Analysis

TV still rules CEE ad market

Television remains the dominant advertising media type in most countries of Central and Eastern Europe, although digital, partly thanks to online videos, is catching up quickly. Digital now accounts for around 20 per cent of the CEE ad market, which as a whole was worth 13 billion euros in 2017. The news comes from the latest edition of the CANual report, published by weCAN, a network of independent advertising agencies in 15 CEE countries: Bosnia and Herzegovina, Bulgaria, the Czech Republic, Croatia, Estonia, Hungary, Latvia, Lithuania, Poland, Romania, Russia, Serbia, Slovakia, Slovenia and Ukraine.

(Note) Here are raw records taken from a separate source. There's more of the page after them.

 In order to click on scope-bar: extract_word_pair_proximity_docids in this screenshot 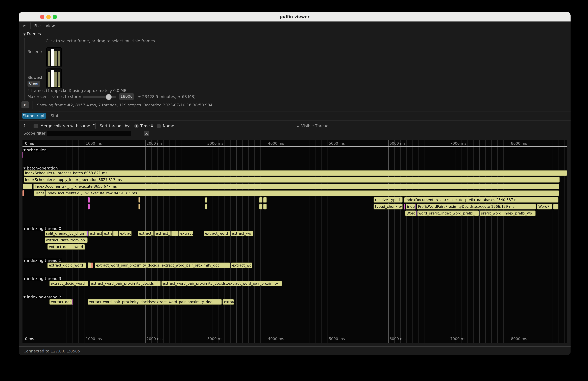, I will do `click(125, 284)`.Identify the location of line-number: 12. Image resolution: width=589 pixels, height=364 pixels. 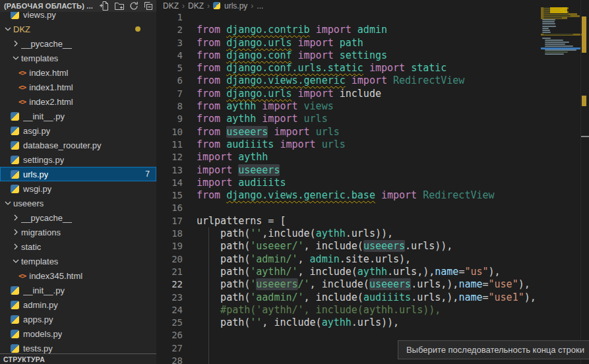
(170, 157). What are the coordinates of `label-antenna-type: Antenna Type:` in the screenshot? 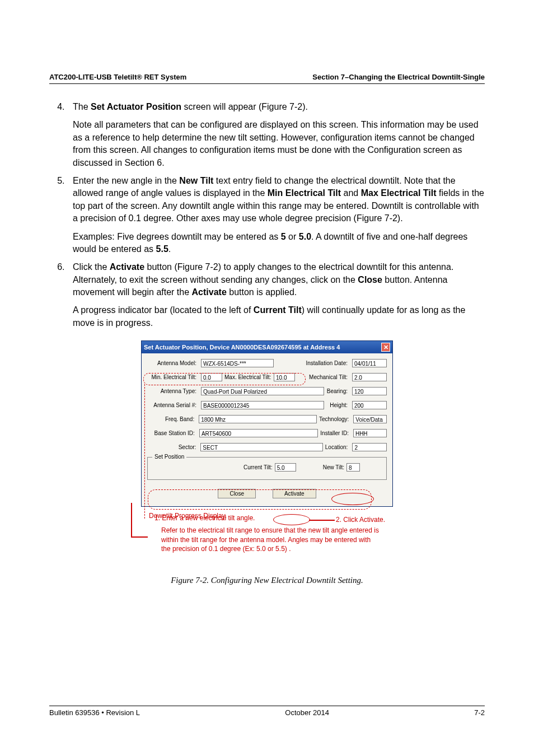 It's located at (173, 391).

The focus of the latest report is the coexistence of television and online videos that raises new questions and indicates new solutions, models, content, genres and players. While online videos are increasingly popular in Central and Eastern Europe, the report does not see online video overtaking TV in the region – yet.

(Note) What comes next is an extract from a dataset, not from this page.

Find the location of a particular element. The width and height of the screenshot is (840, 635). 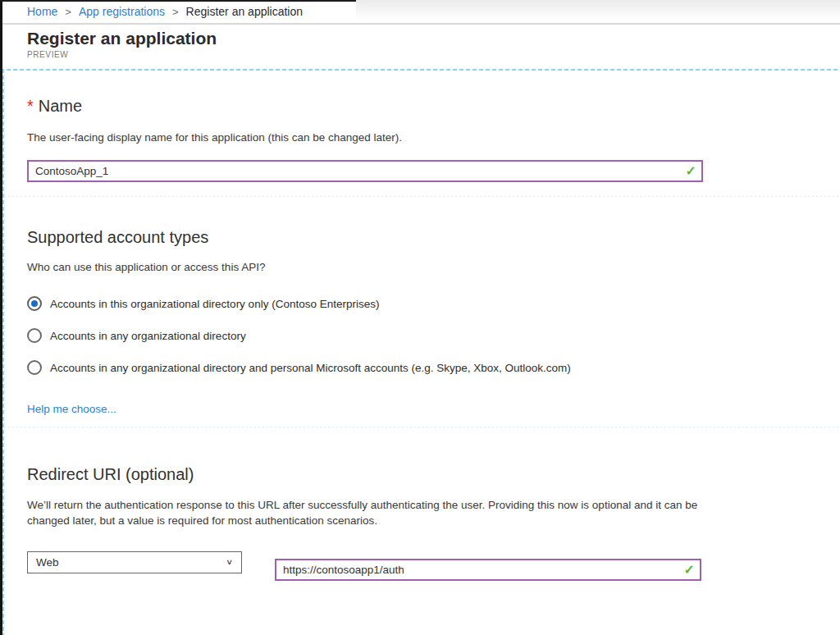

breadcrumb-current-page: Register an application is located at coordinates (244, 11).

The claim can best be supported by the fact that in most countries, except for the Czech Republic, Hungary and Lithuania, television continued to be the media type that swallowed up most advertising spending last year. Moreover, the regional average of share by media types reveals that television continues to make up 45 per cent of the CEE ad pie, while one third of the ad spending goes to online. In a few countries, namely in Bulgaria, Romania and Slovenia, TV increased its share.

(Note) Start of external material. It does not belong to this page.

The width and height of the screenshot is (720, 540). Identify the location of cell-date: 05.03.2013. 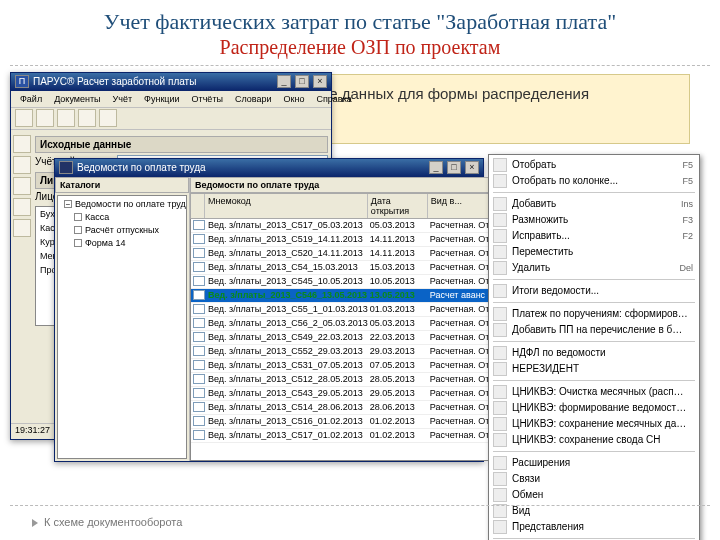
(398, 225).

“TV still sets the pace of audiovisual production and consumption, but video sets the pace of development with its worldwide availability, on-demand features, flexible formats, independent content and creative usage of platforms,” said Dora Petho, one of the report’s authors.

There are huge differences between advertising markets in the region (also) in terms of growth. Millions of Ukrainians watched the news during the Ukrainian revolution of 2014 through online video streaming channels. Video news site Hromadske.ua, for instance, became the largest channel in the history of YouTube in terms of total viewing time. Thanks to the social-political context and the high media inflation that urges advertisers to find new tools beyond traditional media types, the online video segment in Ukraine improves particularly fast, which is also reflected by the outstanding growth rate of advertising spending flowing to this field.

To provide a more insightful picture of the advertising economy, the report’s editors created the so-called weCAN Ranking. It reveals the performance of 15 Central and Eastern European advertising markets compared to each other by showing the percentage of the ad spending per capita within a country’s nominal GDP per capita.